The Polo Grounds was the place of Paciorek’s major league debut. Croft penciled the 18-year-old in the seventh position in the batting order, and in right field. Less than 4,000 spectators watched the National League’s two worst teams close out the regular season on a warm, fall day in New York. On his first appearance of the afternoon, Paciorek drew a walk and scored on a John Bateman triple that inning to open up the scoring as Houston took an early 2-0 lead.

In the bottom of the fourth, Mets pitcher Larry Bearnarth loaded the bases before Paciorek stepped up the plate. Paciorek jumped on a Bearnarth pitch and drove in two runs on a single to left-field. He would also score that inning on a sacrifice fly as Houston tallied five runs in the inning to reclaim their lead at 7-4. The very next inning, Paciorek notched another single and RBI to jumpstart a four-run Colt .45 inning, and after 4 ½ innings, Houston was up 11-4.

Paciorek walked in the 6 th and singled in the 8 th to finish the day for Houston. His final line was three hits in three at-bats with two walks, four runs scored, and three RBIs. The Houston Press called John a ‘cinch to make the major leagues’ and he was named the AP’s Player of the Day.

What the media and Houston fans did not know about Paciorek was he had lingering back issues. In 1964, Paciorek was projected to be the starting centerfielder for Houston but issues with his back caused the Colt .45s to send him down to the Durham Bulls, one of the teams Single-A affiliates. Paciorek bounced around from city to city between 1964 and 1969, progressing only as far as Double-A in his final year before calling it a career.

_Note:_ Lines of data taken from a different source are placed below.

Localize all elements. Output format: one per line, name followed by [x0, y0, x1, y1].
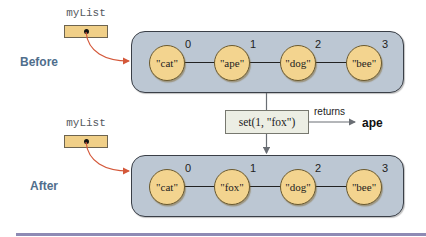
variable-name-before: myList [64, 7, 108, 19]
list-container-after: "cat" "fox" "dog" "bee" 0 1 2 3 [131, 155, 404, 217]
list-node-3: "bee" [346, 169, 382, 205]
state-label-after: After [30, 179, 58, 193]
reference-box-before [64, 25, 108, 38]
index-label-3: 3 [382, 38, 388, 50]
index-label-0: 0 [185, 162, 191, 174]
node-value: "cat" [156, 57, 178, 69]
node-value: "fox" [220, 181, 244, 193]
reference-dot-before [84, 29, 89, 34]
node-value: "dog" [285, 181, 310, 193]
list-node-2: "dog" [280, 45, 316, 81]
operation-box: set(1, "fox") [225, 110, 309, 134]
index-label-1: 1 [250, 38, 256, 50]
index-label-0: 0 [185, 38, 191, 50]
list-node-0: "cat" [149, 169, 185, 205]
node-link [167, 62, 364, 63]
index-label-2: 2 [315, 38, 321, 50]
node-value: "ape" [220, 57, 244, 69]
list-node-1: "fox" [214, 169, 250, 205]
list-node-2: "dog" [280, 169, 316, 205]
node-value: "bee" [352, 181, 376, 193]
node-link [167, 186, 364, 187]
index-label-3: 3 [382, 162, 388, 174]
list-container-before: "cat" "ape" "dog" "bee" 0 1 2 3 [131, 31, 404, 93]
node-value: "bee" [352, 57, 376, 69]
return-value: ape [362, 116, 383, 130]
list-node-0: "cat" [149, 45, 185, 81]
reference-dot-after [84, 139, 89, 144]
node-value: "dog" [285, 57, 310, 69]
index-label-2: 2 [315, 162, 321, 174]
bottom-rule [16, 233, 426, 236]
operation-call: set(1, "fox") [239, 116, 296, 128]
list-node-3: "bee" [346, 45, 382, 81]
index-label-1: 1 [250, 162, 256, 174]
state-label-before: Before [20, 55, 58, 69]
returns-label: returns [314, 106, 345, 117]
list-node-1: "ape" [214, 45, 250, 81]
node-value: "cat" [156, 181, 178, 193]
reference-box-after [64, 135, 108, 148]
variable-name-after: myList [64, 117, 108, 129]
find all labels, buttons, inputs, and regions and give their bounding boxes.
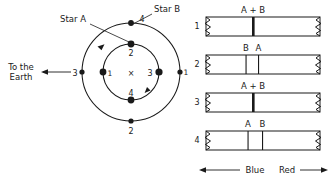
spectrum-row-1-line-1-label: A + B [241,5,265,15]
spectrum-row-2-number: 2 [194,60,199,69]
inner-orbit-dot-4-label: 4 [128,89,133,98]
inner-orbit-dot-3 [155,68,162,75]
spectrum-row-1-number: 1 [194,22,199,31]
spectrum-row-3-number: 3 [194,98,199,107]
center-of-mass-marker: × [128,69,135,78]
spectrum-row-2-line-1 [246,55,247,74]
star-a-label: Star A [60,14,86,24]
outer-orbit-dot-2-label: 2 [128,127,133,136]
spectrum-row-2-line-2 [258,55,259,74]
spectrum-row-3-line-1-label: A + B [241,81,265,91]
to-the-earth-label-line1: To the [7,62,34,72]
spectrum-row-4-line-2-label: B [260,119,266,129]
outer-orbit-dot-1 [177,69,182,74]
figure-background [0,0,330,183]
outer-orbit-dot-1-label: 1 [184,68,189,77]
outer-orbit-dot-3 [79,69,84,74]
to-the-earth-label-line2: Earth [10,72,33,82]
inner-orbit-dot-1-label: 1 [108,69,113,78]
spectrum-row-2-line-2-label: A [256,43,262,53]
inner-orbit-dot-1 [100,69,107,76]
inner-orbit-dot-2-label: 2 [128,49,133,58]
spectrum-row-4-line-1 [248,131,249,150]
red-axis-label: Red [279,165,295,175]
spectrum-row-4-line-2 [262,131,263,150]
spectrum-row-4-number: 4 [194,136,199,145]
outer-orbit-dot-4 [128,20,134,26]
outer-orbit-dot-2 [128,118,133,123]
inner-orbit-dot-3-label: 3 [147,69,152,78]
spectrum-row-2-line-1-label: B [243,43,249,53]
spectrum-row-1-line-1 [252,17,255,36]
spectrum-row-4-line-1-label: A [245,119,251,129]
star-b-label: Star B [154,4,180,14]
spectrum-row-3-line-1 [252,93,255,112]
outer-orbit-dot-3-label: 3 [72,69,77,78]
blue-axis-label: Blue [246,165,265,175]
binary-star-spectrum-figure: × 1 2 3 4 1 2 3 4 Star A Star B To the E… [0,0,330,183]
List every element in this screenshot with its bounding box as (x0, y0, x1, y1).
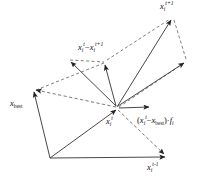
label-x-t-plus-1-sup: t+1 (165, 0, 173, 6)
vector-diagram-figure: xit+1 xit−xit+1 xbest xit (xit−xbest)·fi… (0, 0, 201, 187)
label-diff-sub2: i (93, 47, 95, 53)
edge-hub-to-upper-left (71, 62, 116, 106)
label-x-difference: xit−xit+1 (78, 43, 103, 52)
edge-hub-to-top-right (117, 20, 171, 107)
label-x-best: xbest (10, 99, 22, 108)
solid-edges (34, 20, 184, 158)
label-x-i-t-plus-1: xit+1 (160, 2, 173, 11)
edge-mid-upper-to-top-right-dashed (107, 19, 170, 60)
edge-hub-to-mid-upper (105, 65, 116, 106)
label-best-attraction-term: (xit−xbest)·fi (137, 116, 174, 125)
label-diff-sup2: t+1 (95, 41, 103, 47)
label-x-t-minus-1-sup: t-1 (152, 161, 158, 167)
edge-bottom-left-to-x-best (34, 92, 50, 158)
label-best-term-sub1: i (144, 120, 146, 126)
edge-x-best-to-mid-upper-dashed (36, 63, 104, 90)
edge-bottom-left-to-bottom-right (50, 157, 165, 158)
label-x-best-sub: best (14, 103, 23, 109)
edge-top-right-to-right-mid-dashed (174, 20, 186, 59)
edge-hub-to-right-mid (118, 63, 184, 106)
label-best-term-sub2: best (155, 120, 164, 126)
edge-hub-to-x-best-dashed (36, 90, 116, 107)
label-best-term-sub3: i (172, 120, 174, 126)
edge-upper-left-to-mid-upper-dashed (70, 60, 104, 62)
edge-hub-to-short-right (119, 107, 149, 108)
label-x-i-t-minus-1: xit-1 (147, 163, 159, 172)
label-x-i-t: xit (106, 117, 113, 126)
label-x-i-t-sup: t (111, 115, 113, 121)
vector-diagram-canvas (0, 0, 201, 187)
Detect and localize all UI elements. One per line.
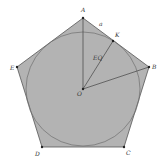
label-O: O — [77, 90, 82, 97]
label-radius: EQ — [92, 54, 102, 61]
label-E: E — [9, 64, 15, 71]
point-B — [148, 66, 150, 68]
pentagon-diagram: A B C D E O K a EQ — [0, 0, 167, 164]
label-side-a: a — [99, 20, 103, 27]
point-K — [112, 40, 114, 42]
label-C: C — [126, 149, 131, 156]
label-A: A — [80, 6, 86, 13]
point-D — [41, 146, 43, 148]
label-K: K — [114, 31, 120, 38]
point-A — [82, 17, 84, 19]
label-D: D — [34, 150, 40, 157]
label-B: B — [151, 63, 157, 70]
point-O — [82, 88, 84, 90]
point-E — [16, 66, 18, 68]
point-C — [123, 146, 125, 148]
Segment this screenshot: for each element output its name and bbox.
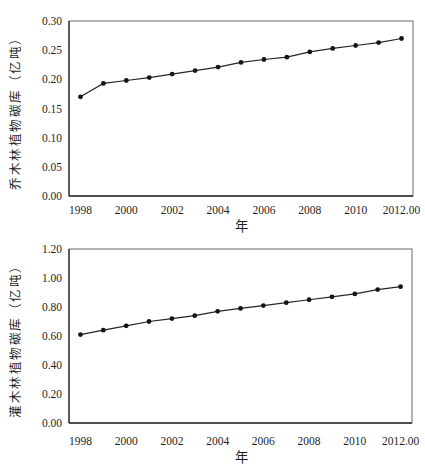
y-tick-label: 0.00	[42, 190, 62, 202]
plot-border	[69, 21, 413, 196]
data-point	[353, 43, 358, 48]
y-tick-label: 1.00	[42, 272, 62, 284]
data-point	[330, 294, 335, 299]
data-point	[398, 284, 403, 289]
data-point	[192, 313, 197, 318]
data-point	[193, 68, 198, 73]
data-point	[78, 332, 83, 337]
data-point	[307, 50, 312, 55]
y-axis-title: 灌木林植物碳库（亿吨）	[5, 258, 24, 418]
figure-canvas: 0.000.050.100.150.200.250.30199820002002…	[0, 0, 425, 474]
data-point	[238, 306, 243, 311]
data-point	[147, 319, 152, 324]
data-point	[284, 55, 289, 60]
data-point	[399, 36, 404, 41]
y-tick-label: 0.15	[42, 103, 62, 115]
data-point	[101, 81, 106, 86]
data-point	[124, 78, 129, 83]
chart-shrub-forest-carbon: 0.000.200.400.600.801.001.20199820002002…	[0, 237, 425, 474]
data-point	[376, 40, 381, 45]
data-point	[124, 323, 129, 328]
y-tick-label: 1.20	[42, 243, 62, 255]
shrub-carbon-line-plot: 0.000.200.400.600.801.001.20199820002002…	[0, 237, 425, 474]
data-point	[215, 309, 220, 314]
plot-border	[69, 249, 412, 423]
y-tick-label: 0.80	[42, 301, 62, 313]
y-tick-label: 0.10	[42, 132, 62, 144]
y-tick-label: 0.60	[42, 330, 62, 342]
y-axis-title: 乔木林植物碳库（亿吨）	[5, 30, 24, 190]
y-tick-label: 0.00	[42, 417, 62, 429]
data-point	[330, 46, 335, 51]
data-point	[262, 57, 267, 62]
arbor-carbon-line-plot: 0.000.050.100.150.200.250.30199820002002…	[0, 0, 425, 237]
data-line	[80, 39, 401, 97]
data-point	[170, 72, 175, 77]
y-tick-label: 0.05	[42, 161, 62, 173]
y-tick-label: 0.20	[42, 73, 62, 85]
y-tick-label: 0.40	[42, 359, 62, 371]
data-point	[352, 292, 357, 297]
chart-arbor-forest-carbon: 0.000.050.100.150.200.250.30199820002002…	[0, 0, 425, 237]
data-point	[307, 297, 312, 302]
data-point	[284, 300, 289, 305]
x-axis-title: 年	[69, 215, 413, 235]
y-tick-label: 0.30	[42, 15, 62, 27]
data-point	[170, 316, 175, 321]
data-point	[375, 287, 380, 292]
data-point	[216, 65, 221, 70]
data-point	[147, 75, 152, 80]
y-tick-label: 0.25	[42, 44, 62, 56]
y-tick-label: 0.20	[42, 388, 62, 400]
data-point	[261, 303, 266, 308]
data-point	[78, 94, 83, 99]
data-point	[239, 60, 244, 65]
x-axis-title: 年	[69, 446, 413, 466]
data-point	[101, 328, 106, 333]
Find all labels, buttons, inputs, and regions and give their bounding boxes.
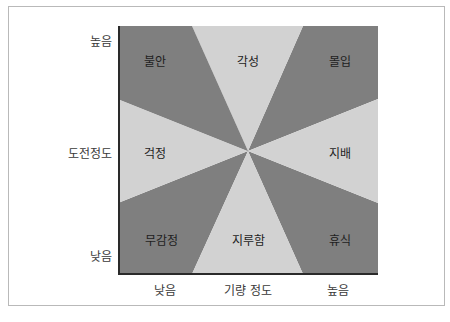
- y-axis-line: [118, 26, 120, 274]
- label-control: 지배: [329, 148, 351, 160]
- label-flow: 몰입: [329, 56, 351, 68]
- label-relaxation: 휴식: [329, 235, 351, 247]
- label-arousal: 각성: [237, 56, 259, 68]
- y-axis-title: 도전정도: [68, 148, 112, 160]
- x-axis-high-label: 높음: [327, 285, 349, 297]
- x-axis-low-label: 낮음: [154, 285, 176, 297]
- x-axis-title: 기량 정도: [224, 285, 272, 297]
- label-anxiety: 불안: [144, 56, 166, 68]
- label-apathy: 무감정: [145, 235, 178, 247]
- x-axis-line: [118, 273, 378, 275]
- y-axis-high-label: 높음: [90, 36, 112, 48]
- y-axis-low-label: 낮음: [90, 251, 112, 263]
- label-worry: 걱정: [144, 148, 166, 160]
- label-boredom: 지루함: [232, 235, 265, 247]
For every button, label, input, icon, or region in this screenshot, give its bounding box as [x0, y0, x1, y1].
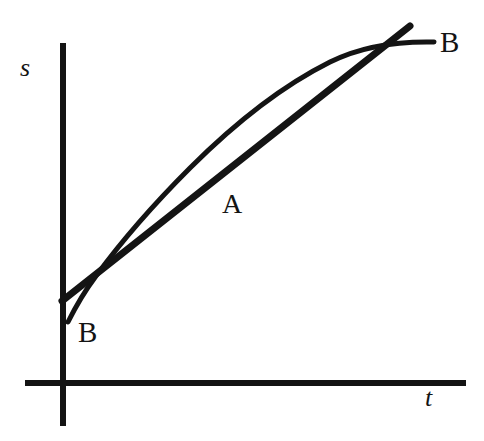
path-b-label-end: B [440, 28, 459, 57]
diagram-svg [0, 0, 484, 441]
path-a-label: A [222, 190, 242, 218]
figure-canvas: s t A B B [0, 0, 484, 441]
curved-path-b [68, 42, 434, 322]
path-b-label-start: B [78, 318, 97, 347]
straight-path-a [62, 26, 410, 301]
y-axis-label: s [20, 55, 30, 81]
x-axis-label: t [425, 385, 432, 411]
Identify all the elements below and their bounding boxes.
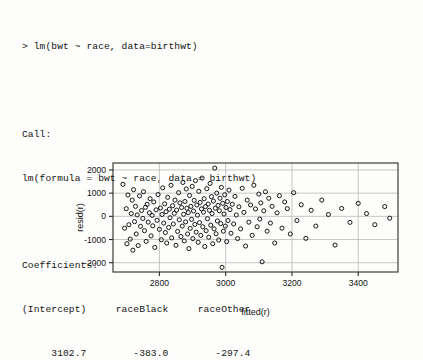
y-axis-ticks: -2000-1000010002000	[84, 165, 113, 268]
plot-data-points	[121, 166, 392, 269]
y-axis-label: resid(r)	[75, 203, 85, 232]
x-tick-label: 2800	[150, 278, 169, 288]
plot-frame	[113, 163, 398, 272]
residual-plot-svg: 2800300032003400 -2000-1000010002000 fit…	[0, 148, 423, 320]
console-line-prompt: > lm(bwt ~ race, data=birthwt)	[22, 40, 412, 55]
x-tick-label: 3400	[349, 278, 368, 288]
console-line-blank-1	[22, 84, 412, 99]
y-tick-label: 2000	[87, 165, 106, 175]
y-tick-label: -2000	[84, 258, 106, 268]
console-line-coefficient-values: 3102.7 -383.0 -297.4	[22, 347, 412, 360]
y-tick-label: -1000	[84, 235, 106, 245]
x-axis-ticks: 2800300032003400	[150, 272, 368, 288]
y-tick-label: 1000	[87, 188, 106, 198]
residual-plot-figure: 2800300032003400 -2000-1000010002000 fit…	[0, 148, 423, 320]
x-axis-label: fitted(r)	[241, 307, 270, 317]
x-tick-label: 3200	[282, 278, 301, 288]
plot-gridlines	[113, 163, 398, 272]
console-line-call-header: Call:	[22, 128, 412, 143]
y-tick-label: 0	[101, 211, 106, 221]
x-tick-label: 3000	[216, 278, 235, 288]
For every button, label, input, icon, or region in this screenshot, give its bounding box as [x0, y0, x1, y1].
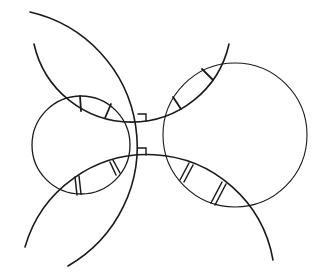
double-tick-bottom-left-1: [79, 176, 81, 194]
diagram-svg: [0, 0, 322, 279]
arc-a: [30, 12, 137, 266]
right-angle-upper: [138, 114, 146, 121]
tick-top-right-2: [173, 97, 181, 109]
right-circle: [163, 63, 307, 207]
double-tick-bottom-right-2: [215, 184, 226, 205]
double-tick-bottom-right-1: [180, 163, 189, 180]
tick-top-right-1: [202, 69, 213, 80]
arc-b: [34, 44, 229, 122]
double-tick-bottom-right-1: [184, 165, 193, 182]
tick-top-left-2: [105, 104, 111, 118]
geometry-diagram: [0, 0, 322, 279]
double-tick-bottom-left-1: [75, 177, 77, 195]
double-tick-bottom-right-2: [211, 182, 222, 203]
tick-top-left-1: [80, 96, 81, 111]
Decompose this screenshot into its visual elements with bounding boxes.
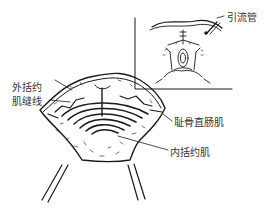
retractors	[42, 164, 145, 202]
label-drain-tube: 引流管	[227, 12, 257, 24]
label-puborectalis: 耻骨直肠肌	[174, 117, 224, 129]
surgical-illustration	[0, 0, 268, 220]
label-external-sphincter-suture-line1: 外括约	[12, 82, 42, 94]
main-illustration	[40, 73, 165, 202]
sphincter-arcs	[62, 103, 148, 134]
label-internal-sphincter: 内括约肌	[170, 147, 210, 159]
label-external-sphincter-suture-line2: 肌缝线	[12, 96, 42, 108]
inset-drawing	[150, 20, 222, 83]
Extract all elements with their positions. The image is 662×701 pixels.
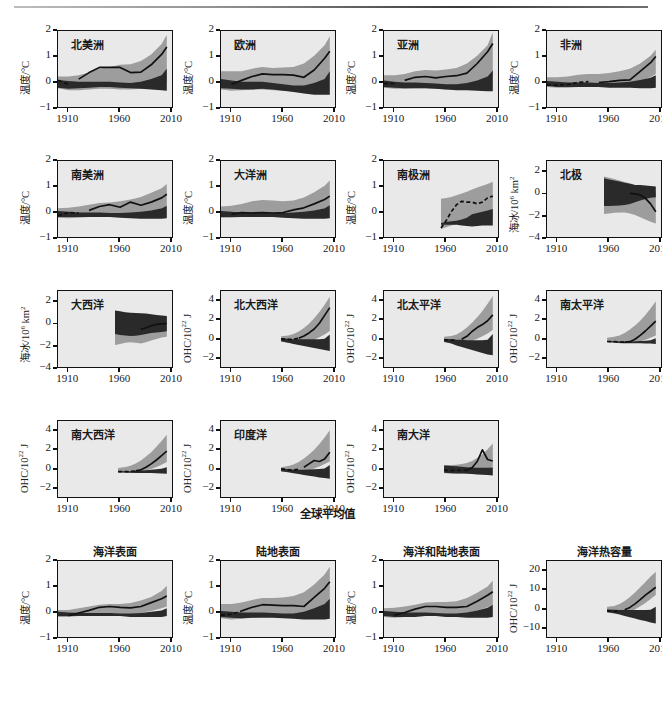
series-layer xyxy=(58,561,173,638)
y-tick-mark xyxy=(216,448,220,450)
y-tick-mark xyxy=(53,611,57,613)
series-layer xyxy=(547,561,662,638)
x-tick-label: 1910 xyxy=(371,372,415,384)
x-tick-label: 2010 xyxy=(475,242,519,254)
y-tick-mark xyxy=(379,55,383,57)
panel-title: 大洋洲 xyxy=(234,166,267,182)
y-tick-mark xyxy=(542,29,546,31)
y-tick-mark xyxy=(379,585,383,587)
y-tick-label: 4 xyxy=(512,292,540,304)
y-tick-mark xyxy=(216,29,220,31)
y-tick-mark xyxy=(216,81,220,83)
y-tick-mark xyxy=(216,487,220,489)
x-tick-label: 2010 xyxy=(475,372,519,384)
y-tick-mark xyxy=(379,107,383,109)
y-tick-label: 2 xyxy=(512,163,540,175)
x-tick-label: 1960 xyxy=(97,112,141,124)
y-tick-label: 1 xyxy=(349,578,377,590)
y-tick-label: 2 xyxy=(349,152,377,164)
panel-title: 北大西洋 xyxy=(234,296,278,312)
x-tick-label: 2010 xyxy=(638,372,662,384)
y-tick-label: −1 xyxy=(23,100,51,112)
y-tick-label: 20 xyxy=(512,562,540,574)
y-tick-mark xyxy=(379,487,383,489)
x-tick-label: 1960 xyxy=(586,372,630,384)
y-axis-label: 温度/°C xyxy=(343,191,358,225)
x-tick-label: 1960 xyxy=(97,242,141,254)
y-tick-mark xyxy=(379,429,383,431)
y-tick-mark xyxy=(379,237,383,239)
y-tick-label: 1 xyxy=(23,178,51,190)
y-tick-label: 2 xyxy=(23,152,51,164)
x-tick-label: 2010 xyxy=(149,112,193,124)
x-tick-label: 2010 xyxy=(149,502,193,514)
y-tick-mark xyxy=(542,608,546,610)
panel-title: 北极 xyxy=(560,166,582,182)
y-tick-mark xyxy=(542,318,546,320)
y-tick-label: 1 xyxy=(186,178,214,190)
y-axis-label: 温度/°C xyxy=(180,591,195,625)
y-tick-label: 2 xyxy=(186,22,214,34)
y-tick-mark xyxy=(53,323,57,325)
x-tick-label: 1910 xyxy=(45,502,89,514)
y-tick-label: −1 xyxy=(186,630,214,642)
series-layer xyxy=(221,561,336,638)
y-tick-mark xyxy=(53,55,57,57)
y-tick-label: 2 xyxy=(23,22,51,34)
x-tick-label: 1910 xyxy=(371,112,415,124)
y-axis-label: 温度/°C xyxy=(343,591,358,625)
y-axis-label: 温度/°C xyxy=(180,61,195,95)
natural-and-human-band xyxy=(118,435,167,473)
panel-title: 南美洲 xyxy=(71,166,104,182)
panel-title: 北美洲 xyxy=(71,36,104,52)
y-tick-label: 4 xyxy=(186,422,214,434)
y-tick-mark xyxy=(216,637,220,639)
plot-area xyxy=(57,560,173,638)
y-tick-mark xyxy=(379,81,383,83)
y-tick-mark xyxy=(53,559,57,561)
panel-title: 大西洋 xyxy=(71,296,104,312)
y-axis-label: 海冰/106 km2 xyxy=(17,307,32,363)
y-tick-mark xyxy=(379,357,383,359)
y-tick-mark xyxy=(53,367,57,369)
y-tick-label: −1 xyxy=(23,630,51,642)
x-tick-label: 1910 xyxy=(534,242,578,254)
y-tick-mark xyxy=(53,300,57,302)
x-tick-label: 2010 xyxy=(149,242,193,254)
x-tick-label: 2010 xyxy=(475,112,519,124)
panel-title: 亚洲 xyxy=(397,36,419,52)
x-tick-label: 1960 xyxy=(97,502,141,514)
y-tick-mark xyxy=(216,611,220,613)
y-tick-label: −1 xyxy=(23,230,51,242)
y-tick-label: −1 xyxy=(349,630,377,642)
y-tick-label: 2 xyxy=(23,293,51,305)
y-tick-label: −1 xyxy=(186,100,214,112)
y-tick-label: 1 xyxy=(186,48,214,60)
y-tick-mark xyxy=(379,299,383,301)
x-tick-label: 2010 xyxy=(475,502,519,514)
x-tick-label: 1910 xyxy=(45,112,89,124)
y-tick-label: 1 xyxy=(23,48,51,60)
x-tick-label: 1910 xyxy=(45,242,89,254)
y-axis-label: 温度/°C xyxy=(180,191,195,225)
y-tick-mark xyxy=(542,299,546,301)
natural-and-human-band xyxy=(444,296,493,344)
observed-line-dashed xyxy=(118,471,136,472)
y-tick-mark xyxy=(216,318,220,320)
y-tick-mark xyxy=(53,637,57,639)
panel-title: 印度洋 xyxy=(234,426,267,442)
y-tick-mark xyxy=(379,185,383,187)
y-tick-mark xyxy=(216,429,220,431)
y-axis-label: OHC/1022 J xyxy=(506,314,519,363)
x-tick-label: 1910 xyxy=(208,502,252,514)
x-tick-label: 2010 xyxy=(638,112,662,124)
plot-area xyxy=(383,560,499,638)
y-axis-label: OHC/1022 J xyxy=(17,444,30,493)
y-tick-label: −1 xyxy=(349,230,377,242)
y-axis-label: OHC/1022 J xyxy=(180,444,193,493)
y-tick-mark xyxy=(379,211,383,213)
plot-area xyxy=(220,560,336,638)
x-tick-label: 1910 xyxy=(208,112,252,124)
y-tick-label: 4 xyxy=(349,422,377,434)
y-tick-label: 1 xyxy=(23,578,51,590)
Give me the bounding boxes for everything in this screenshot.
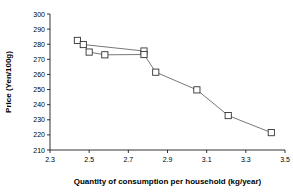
y-tick-label: 280: [33, 41, 45, 48]
data-point-marker: [74, 37, 80, 43]
x-tick-label: 2.9: [163, 156, 173, 163]
x-axis-title: Quantity of consumption per household (k…: [74, 177, 262, 186]
x-tick-label: 2.3: [45, 156, 55, 163]
y-tick-label: 240: [33, 101, 45, 108]
data-point-marker: [268, 130, 274, 136]
x-tick-label: 3.1: [202, 156, 212, 163]
data-point-marker: [80, 41, 86, 47]
series-data-point-markers: [74, 37, 274, 135]
data-point-marker: [153, 69, 159, 75]
x-axis-tick-labels: 2.32.52.72.93.13.33.5: [45, 156, 290, 163]
y-axis-tick-marks: [47, 14, 50, 150]
y-tick-label: 260: [33, 71, 45, 78]
x-tick-label: 3.5: [280, 156, 290, 163]
chart-container: 210220230240250260270280290300 2.32.52.7…: [0, 0, 293, 192]
data-point-marker: [141, 51, 147, 57]
price-vs-quantity-line-chart: 210220230240250260270280290300 2.32.52.7…: [0, 0, 293, 192]
data-point-marker: [194, 87, 200, 93]
y-tick-label: 250: [33, 86, 45, 93]
x-tick-label: 2.7: [123, 156, 133, 163]
data-point-marker: [102, 52, 108, 58]
y-tick-label: 290: [33, 26, 45, 33]
y-tick-label: 230: [33, 116, 45, 123]
y-axis-title: Price (Yen/100g): [4, 51, 13, 113]
x-tick-label: 2.5: [84, 156, 94, 163]
x-axis-tick-marks: [50, 150, 285, 153]
x-tick-label: 3.3: [241, 156, 251, 163]
y-axis-tick-labels: 210220230240250260270280290300: [33, 11, 45, 154]
y-tick-label: 210: [33, 147, 45, 154]
data-point-marker: [86, 49, 92, 55]
y-tick-label: 220: [33, 131, 45, 138]
y-tick-label: 300: [33, 11, 45, 18]
data-point-marker: [225, 112, 231, 118]
y-tick-label: 270: [33, 56, 45, 63]
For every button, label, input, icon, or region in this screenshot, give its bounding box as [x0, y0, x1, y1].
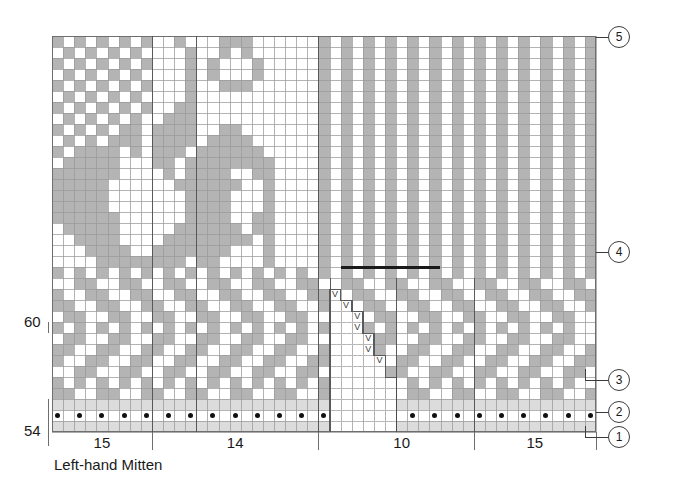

It might be the single greatest debut by a player who was never to be heard from again at the major league level. After he finished his baseball career, Paciorek enrolled at the University of Houston and finished his education. After, he and his wife moved to Southern California where the couple raised six children; three boys and three girls. His oldest son, John Paul played a few seasons of baseball at USC before hanging up his cleats to concentrate on his academics. His other sons, Pete and Mack, had careers in the minor leagues.

As for John himself, he has been a Physical Education teacher at a San Gabriel high school for 34 years and counting. In July 2008, Paciorek started writing a weekly column on a baseball blog called Dugout Central .

Comments

One Response to “One and Done”
  1. Justin Murphy says:

    Dang, that’s bittersweet. Interesting that both of those guys had such strong family connections in the game.